Never Alone专辑介绍

For rock lovers who think that many new hard rock bands are dominated by imitators of the grunge era, prepare to pump your brakes and take your ass back to school faster than the Deftones. Stitched Up Heart’s newest album, Never Alone, breathes fresher than a newborn baby wrapped in dryer sheets. The California band’s first album following the release of their debut, Stitched Up Heart EP or Skeleton Key, has more range and depth than most new albums for a band so newly mainstream.

The band’s lead singer, Alexia ‘Mixi’ Demner, is one of rock’s most beautiful leading ladies, and yet it’s the least interesting thing about the band. Their chemistry as a union of musicians is rivaled by few, if for no other reason than their passion, put forth with lyrics and chords, that feel like every song is sung and played as if it were the band’s swan song. Speaking from personal experience, a written review of their live performances is a monster compared to the event horizon of their presence, a permeation of emotion that won’t let you leave, one that rivals bands such as Halestorm and In This Moment in sincerity.

Their inner core consists of the nearly unparalleled vocal range of Mixi, combined with a uniquely solid instrumental accompaniment whose emotional and musical range is greater than the Adirondacks themselves. The band channels feelings of Coheed and Cambria with their song “Grave,” a Foo Fighters reverence with “Dead Walking,” an almost punk feel with “Change,” and even seems to invoke the soul of Maria Brink herself with “Monster.” Yet nothing feels contrived or duplicated; their sound is their own, as pure as their live temperament.

Last is the message one is left with after dissecting the lyrics and message of the album. Never Alone, as Mixi herself describes it, is just that; you are not alone. Much of the genre of new hard rock has a feeling of solidarity and compassion that isn’t seen in any other type of music, even though much of the catharsis of the message is felt through anger by the events around us. Yet when the band speaks of raw emotion, such as through a song they rarely sing live anymore from their EP called “Now That You’re Gone,” you can hear it, even feel it in the album, personified exponentially through their live performances. Indeed, Never Alone is the solidarity through which this genre thrives, which makes Stitched Up Heart that much more deserving of the praise of their newest album.

Rock lovers require authenticity, passion, and originality in their genre. In an era of trite pop imitators and synthesized sounds, this album metaphorically sends listeners to a time when lyrics and presence of a group of musicians defined their genre. Never Alone personifies the new hard rock genre to near perfection. To put it frankly and to quote the legend that is System of a Down, BUY THIS ALBUM (I may be paraphrasing).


**THE PROBLEM:**
Below are records; state how many of their lines hold the word "Extremamente", and give only the figure.

+++++

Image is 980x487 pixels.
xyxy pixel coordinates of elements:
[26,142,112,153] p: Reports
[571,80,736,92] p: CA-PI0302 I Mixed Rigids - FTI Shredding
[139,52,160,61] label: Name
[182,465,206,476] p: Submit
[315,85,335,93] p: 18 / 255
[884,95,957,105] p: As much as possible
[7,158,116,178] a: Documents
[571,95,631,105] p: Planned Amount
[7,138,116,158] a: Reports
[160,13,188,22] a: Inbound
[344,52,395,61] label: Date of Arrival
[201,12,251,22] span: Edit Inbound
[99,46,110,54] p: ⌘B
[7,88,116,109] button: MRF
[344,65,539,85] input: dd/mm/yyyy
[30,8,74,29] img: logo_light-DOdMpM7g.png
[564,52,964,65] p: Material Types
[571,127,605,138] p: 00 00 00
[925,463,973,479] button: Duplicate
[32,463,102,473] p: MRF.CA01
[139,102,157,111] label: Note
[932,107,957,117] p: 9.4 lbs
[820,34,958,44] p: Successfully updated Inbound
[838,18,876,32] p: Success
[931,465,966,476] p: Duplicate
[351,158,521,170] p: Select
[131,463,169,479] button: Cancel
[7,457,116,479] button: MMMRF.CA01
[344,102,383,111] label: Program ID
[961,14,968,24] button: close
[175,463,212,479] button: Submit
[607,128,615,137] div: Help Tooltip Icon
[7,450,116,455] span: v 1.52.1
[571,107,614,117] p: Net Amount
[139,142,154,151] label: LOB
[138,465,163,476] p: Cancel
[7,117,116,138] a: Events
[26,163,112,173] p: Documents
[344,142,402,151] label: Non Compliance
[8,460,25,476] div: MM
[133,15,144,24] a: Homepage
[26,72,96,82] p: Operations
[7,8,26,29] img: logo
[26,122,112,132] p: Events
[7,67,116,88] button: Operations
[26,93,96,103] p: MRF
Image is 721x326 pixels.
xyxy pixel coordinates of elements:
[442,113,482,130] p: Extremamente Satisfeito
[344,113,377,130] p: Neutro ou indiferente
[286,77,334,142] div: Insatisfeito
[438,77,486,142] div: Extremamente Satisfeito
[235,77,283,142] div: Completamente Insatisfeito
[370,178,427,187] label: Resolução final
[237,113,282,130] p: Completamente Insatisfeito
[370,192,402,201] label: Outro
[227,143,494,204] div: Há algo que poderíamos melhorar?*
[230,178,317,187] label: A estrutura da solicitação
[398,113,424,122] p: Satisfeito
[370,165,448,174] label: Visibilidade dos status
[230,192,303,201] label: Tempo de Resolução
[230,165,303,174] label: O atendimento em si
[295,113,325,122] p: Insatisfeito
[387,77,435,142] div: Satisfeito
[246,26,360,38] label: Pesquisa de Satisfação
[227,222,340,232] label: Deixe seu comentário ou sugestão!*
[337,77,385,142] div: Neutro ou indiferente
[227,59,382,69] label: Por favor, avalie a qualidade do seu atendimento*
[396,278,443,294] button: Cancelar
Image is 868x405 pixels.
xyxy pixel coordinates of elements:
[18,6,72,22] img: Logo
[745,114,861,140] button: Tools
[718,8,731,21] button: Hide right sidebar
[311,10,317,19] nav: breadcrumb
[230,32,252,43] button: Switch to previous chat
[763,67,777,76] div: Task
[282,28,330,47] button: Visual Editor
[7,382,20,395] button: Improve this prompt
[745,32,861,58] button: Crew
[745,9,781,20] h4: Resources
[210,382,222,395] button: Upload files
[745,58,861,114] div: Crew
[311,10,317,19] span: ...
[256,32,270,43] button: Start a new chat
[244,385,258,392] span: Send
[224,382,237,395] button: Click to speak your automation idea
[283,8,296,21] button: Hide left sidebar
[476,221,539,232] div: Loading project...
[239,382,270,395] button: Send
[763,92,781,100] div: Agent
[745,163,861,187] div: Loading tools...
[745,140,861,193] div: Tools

+++++

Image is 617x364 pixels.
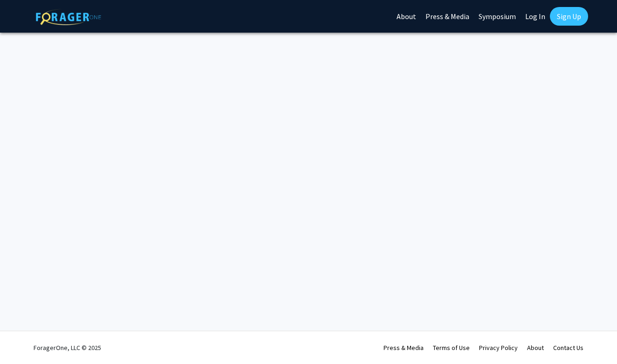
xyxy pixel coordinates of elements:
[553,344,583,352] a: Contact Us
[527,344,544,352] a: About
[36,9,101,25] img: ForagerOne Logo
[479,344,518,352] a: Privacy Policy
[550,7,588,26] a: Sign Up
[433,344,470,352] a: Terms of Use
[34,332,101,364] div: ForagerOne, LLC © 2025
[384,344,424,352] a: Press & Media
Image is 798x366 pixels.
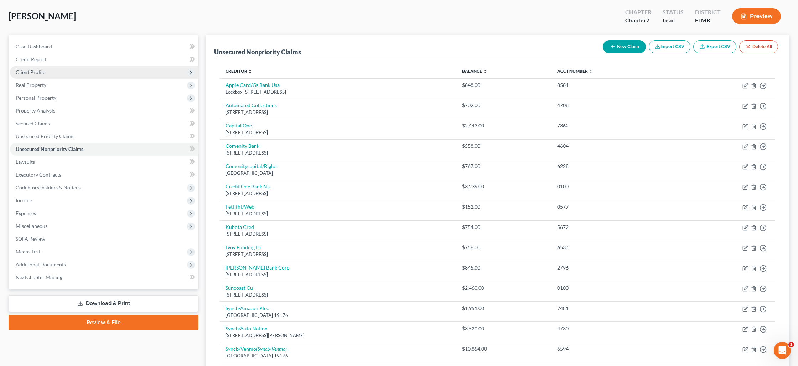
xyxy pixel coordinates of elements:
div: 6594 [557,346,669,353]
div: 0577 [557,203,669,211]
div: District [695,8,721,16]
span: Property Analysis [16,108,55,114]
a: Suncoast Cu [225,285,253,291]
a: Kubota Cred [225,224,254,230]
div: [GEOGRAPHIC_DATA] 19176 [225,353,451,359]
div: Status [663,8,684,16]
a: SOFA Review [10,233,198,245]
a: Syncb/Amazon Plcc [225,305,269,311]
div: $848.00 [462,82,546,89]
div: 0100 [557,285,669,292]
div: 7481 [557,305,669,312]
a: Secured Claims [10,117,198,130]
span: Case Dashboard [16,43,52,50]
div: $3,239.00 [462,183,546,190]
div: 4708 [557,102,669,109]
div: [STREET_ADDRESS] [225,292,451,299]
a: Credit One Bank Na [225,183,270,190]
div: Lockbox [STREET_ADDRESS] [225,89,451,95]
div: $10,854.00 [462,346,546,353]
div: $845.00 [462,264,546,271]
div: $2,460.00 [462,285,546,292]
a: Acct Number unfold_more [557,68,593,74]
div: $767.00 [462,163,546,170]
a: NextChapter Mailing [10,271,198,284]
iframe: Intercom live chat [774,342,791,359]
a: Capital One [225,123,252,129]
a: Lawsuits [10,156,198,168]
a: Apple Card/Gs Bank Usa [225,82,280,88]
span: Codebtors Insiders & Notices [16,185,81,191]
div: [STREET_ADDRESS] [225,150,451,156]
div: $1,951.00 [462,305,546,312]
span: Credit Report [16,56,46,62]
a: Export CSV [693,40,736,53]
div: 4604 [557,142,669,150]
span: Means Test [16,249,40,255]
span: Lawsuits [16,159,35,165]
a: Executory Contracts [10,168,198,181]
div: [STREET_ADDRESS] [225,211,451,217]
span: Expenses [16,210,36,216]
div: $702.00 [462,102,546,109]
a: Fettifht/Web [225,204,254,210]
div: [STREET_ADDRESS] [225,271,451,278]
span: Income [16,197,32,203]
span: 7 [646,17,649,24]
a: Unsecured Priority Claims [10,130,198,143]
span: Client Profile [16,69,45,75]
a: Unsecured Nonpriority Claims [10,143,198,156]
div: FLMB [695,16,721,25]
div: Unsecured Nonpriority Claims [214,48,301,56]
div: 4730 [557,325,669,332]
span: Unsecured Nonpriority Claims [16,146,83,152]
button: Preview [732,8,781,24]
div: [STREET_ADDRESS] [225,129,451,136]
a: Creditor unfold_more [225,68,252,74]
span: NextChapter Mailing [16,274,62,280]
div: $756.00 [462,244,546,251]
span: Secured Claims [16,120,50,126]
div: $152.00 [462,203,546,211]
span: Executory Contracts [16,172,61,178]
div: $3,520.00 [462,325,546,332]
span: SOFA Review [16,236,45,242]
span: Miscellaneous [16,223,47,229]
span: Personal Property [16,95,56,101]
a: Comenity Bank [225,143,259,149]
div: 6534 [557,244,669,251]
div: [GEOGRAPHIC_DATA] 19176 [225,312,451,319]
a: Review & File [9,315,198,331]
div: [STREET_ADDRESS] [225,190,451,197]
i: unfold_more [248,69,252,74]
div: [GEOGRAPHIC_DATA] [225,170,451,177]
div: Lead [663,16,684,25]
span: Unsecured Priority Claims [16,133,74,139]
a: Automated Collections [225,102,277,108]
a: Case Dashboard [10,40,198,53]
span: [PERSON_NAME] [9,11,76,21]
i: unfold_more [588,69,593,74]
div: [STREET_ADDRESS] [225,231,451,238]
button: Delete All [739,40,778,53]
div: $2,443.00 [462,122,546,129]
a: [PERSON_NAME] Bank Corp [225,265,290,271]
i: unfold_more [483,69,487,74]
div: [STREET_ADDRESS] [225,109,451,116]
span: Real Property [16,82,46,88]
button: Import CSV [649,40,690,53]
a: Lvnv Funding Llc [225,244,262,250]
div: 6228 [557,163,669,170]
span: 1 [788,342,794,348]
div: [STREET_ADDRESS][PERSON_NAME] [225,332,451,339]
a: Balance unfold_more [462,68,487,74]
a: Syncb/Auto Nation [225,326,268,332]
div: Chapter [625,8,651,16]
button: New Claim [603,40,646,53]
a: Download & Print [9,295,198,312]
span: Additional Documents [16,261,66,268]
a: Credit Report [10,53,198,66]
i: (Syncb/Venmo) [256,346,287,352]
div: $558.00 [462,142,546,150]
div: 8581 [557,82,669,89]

+++++

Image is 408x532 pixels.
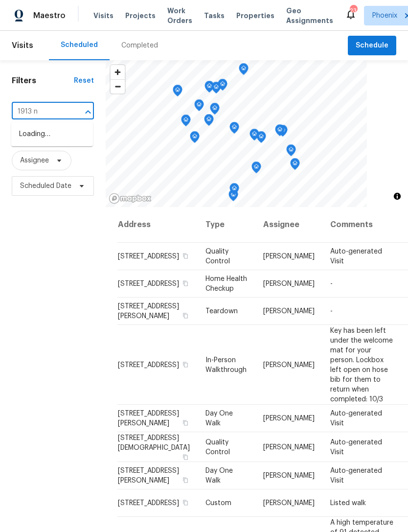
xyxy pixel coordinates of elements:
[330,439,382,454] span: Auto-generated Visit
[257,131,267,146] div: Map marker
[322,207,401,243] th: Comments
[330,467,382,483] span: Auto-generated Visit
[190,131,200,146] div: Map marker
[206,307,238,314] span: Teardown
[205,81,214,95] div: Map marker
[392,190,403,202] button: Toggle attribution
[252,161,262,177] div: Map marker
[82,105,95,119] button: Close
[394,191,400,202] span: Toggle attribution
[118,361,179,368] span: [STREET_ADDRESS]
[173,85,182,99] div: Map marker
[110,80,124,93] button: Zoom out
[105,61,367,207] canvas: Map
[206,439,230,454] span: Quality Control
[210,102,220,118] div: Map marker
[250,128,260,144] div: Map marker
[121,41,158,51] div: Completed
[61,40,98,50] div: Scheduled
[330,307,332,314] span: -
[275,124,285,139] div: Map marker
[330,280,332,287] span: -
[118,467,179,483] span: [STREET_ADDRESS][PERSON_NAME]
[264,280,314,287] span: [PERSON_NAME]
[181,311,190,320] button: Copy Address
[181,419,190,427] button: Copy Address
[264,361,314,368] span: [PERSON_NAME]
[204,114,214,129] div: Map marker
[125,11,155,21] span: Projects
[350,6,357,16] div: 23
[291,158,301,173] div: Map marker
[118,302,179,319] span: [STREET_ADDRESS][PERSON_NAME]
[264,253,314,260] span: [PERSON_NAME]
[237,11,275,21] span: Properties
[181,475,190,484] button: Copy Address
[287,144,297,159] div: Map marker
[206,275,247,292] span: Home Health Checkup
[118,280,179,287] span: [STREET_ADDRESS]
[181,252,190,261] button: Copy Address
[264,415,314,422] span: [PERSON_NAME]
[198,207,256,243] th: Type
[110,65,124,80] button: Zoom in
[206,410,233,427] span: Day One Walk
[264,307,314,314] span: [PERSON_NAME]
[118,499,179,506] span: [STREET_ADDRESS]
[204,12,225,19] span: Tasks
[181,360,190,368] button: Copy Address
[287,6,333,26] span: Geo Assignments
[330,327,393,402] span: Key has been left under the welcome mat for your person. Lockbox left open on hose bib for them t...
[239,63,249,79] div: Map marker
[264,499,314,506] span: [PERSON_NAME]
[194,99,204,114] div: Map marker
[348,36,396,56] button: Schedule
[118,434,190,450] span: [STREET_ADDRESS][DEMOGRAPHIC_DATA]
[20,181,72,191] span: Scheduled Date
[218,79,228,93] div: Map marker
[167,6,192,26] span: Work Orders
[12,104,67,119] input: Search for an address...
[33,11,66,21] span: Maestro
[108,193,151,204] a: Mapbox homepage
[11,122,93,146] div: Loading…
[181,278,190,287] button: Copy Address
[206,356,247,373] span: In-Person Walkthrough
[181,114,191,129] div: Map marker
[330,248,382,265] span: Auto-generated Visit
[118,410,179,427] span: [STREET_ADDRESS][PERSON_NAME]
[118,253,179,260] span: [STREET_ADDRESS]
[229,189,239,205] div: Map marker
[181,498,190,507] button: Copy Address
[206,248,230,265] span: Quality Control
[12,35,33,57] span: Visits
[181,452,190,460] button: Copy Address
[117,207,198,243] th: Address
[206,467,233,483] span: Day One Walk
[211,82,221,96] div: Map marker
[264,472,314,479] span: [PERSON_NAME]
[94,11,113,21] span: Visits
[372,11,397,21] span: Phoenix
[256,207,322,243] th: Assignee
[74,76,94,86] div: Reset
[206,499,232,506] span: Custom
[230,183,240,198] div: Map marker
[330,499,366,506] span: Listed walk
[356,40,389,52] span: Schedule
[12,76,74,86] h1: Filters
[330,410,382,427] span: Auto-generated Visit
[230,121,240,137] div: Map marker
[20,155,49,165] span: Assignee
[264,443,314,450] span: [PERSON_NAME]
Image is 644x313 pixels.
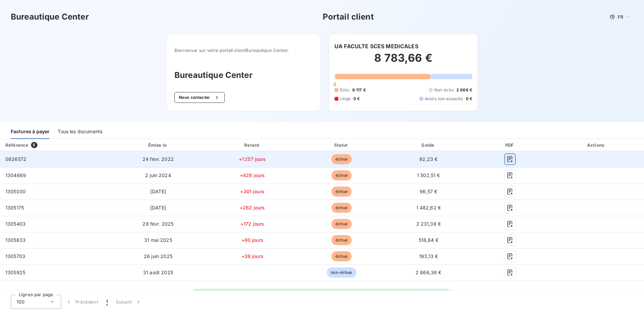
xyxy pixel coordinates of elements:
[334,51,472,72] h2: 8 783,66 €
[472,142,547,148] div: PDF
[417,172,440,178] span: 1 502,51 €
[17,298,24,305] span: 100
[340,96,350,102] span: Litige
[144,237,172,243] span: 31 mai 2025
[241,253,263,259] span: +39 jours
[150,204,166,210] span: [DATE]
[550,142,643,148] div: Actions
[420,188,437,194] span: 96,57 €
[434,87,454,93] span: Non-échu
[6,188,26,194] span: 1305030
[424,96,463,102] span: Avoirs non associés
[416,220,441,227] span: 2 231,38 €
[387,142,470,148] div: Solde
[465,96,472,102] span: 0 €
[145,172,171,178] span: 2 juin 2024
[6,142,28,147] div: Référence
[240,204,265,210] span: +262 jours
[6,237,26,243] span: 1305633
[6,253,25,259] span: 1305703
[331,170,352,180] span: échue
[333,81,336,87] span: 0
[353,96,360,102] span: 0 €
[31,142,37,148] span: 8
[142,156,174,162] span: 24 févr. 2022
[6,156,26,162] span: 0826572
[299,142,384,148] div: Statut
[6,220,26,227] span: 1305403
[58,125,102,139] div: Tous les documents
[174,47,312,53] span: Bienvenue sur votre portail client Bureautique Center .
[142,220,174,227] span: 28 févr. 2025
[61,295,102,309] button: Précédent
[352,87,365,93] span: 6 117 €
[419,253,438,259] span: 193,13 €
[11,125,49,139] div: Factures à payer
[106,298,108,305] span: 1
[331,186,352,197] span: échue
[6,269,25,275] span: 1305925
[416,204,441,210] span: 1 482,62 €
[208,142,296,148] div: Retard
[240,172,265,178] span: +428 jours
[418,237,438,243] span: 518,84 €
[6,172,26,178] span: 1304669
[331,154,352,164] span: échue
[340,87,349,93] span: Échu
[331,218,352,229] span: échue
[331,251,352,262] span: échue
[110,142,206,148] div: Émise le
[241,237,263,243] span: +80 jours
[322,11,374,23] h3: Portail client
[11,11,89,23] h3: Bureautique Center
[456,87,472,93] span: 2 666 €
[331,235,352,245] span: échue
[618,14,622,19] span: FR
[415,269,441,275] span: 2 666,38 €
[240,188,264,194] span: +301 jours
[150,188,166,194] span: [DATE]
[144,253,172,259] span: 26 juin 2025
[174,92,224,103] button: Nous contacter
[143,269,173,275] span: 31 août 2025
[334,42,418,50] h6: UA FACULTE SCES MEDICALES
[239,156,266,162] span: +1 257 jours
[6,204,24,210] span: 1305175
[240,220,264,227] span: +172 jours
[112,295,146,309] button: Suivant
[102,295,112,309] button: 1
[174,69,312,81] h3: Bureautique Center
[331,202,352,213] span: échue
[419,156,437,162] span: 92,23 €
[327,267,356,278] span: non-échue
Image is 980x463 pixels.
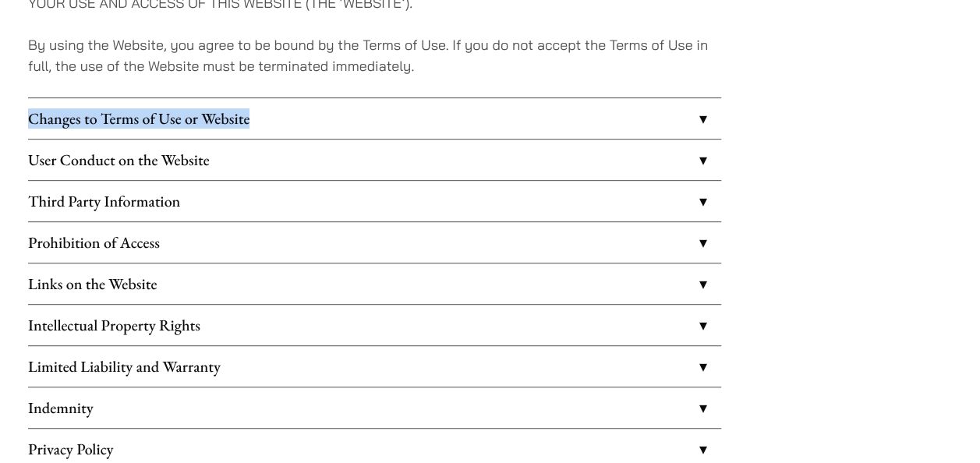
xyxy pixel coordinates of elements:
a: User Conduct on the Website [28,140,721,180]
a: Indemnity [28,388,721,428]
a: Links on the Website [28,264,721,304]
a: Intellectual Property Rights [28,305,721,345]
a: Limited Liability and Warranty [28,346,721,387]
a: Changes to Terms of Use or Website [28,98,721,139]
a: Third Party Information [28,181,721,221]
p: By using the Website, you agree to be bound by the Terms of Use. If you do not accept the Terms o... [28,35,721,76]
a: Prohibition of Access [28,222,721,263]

+++++

**ANSWER:**
2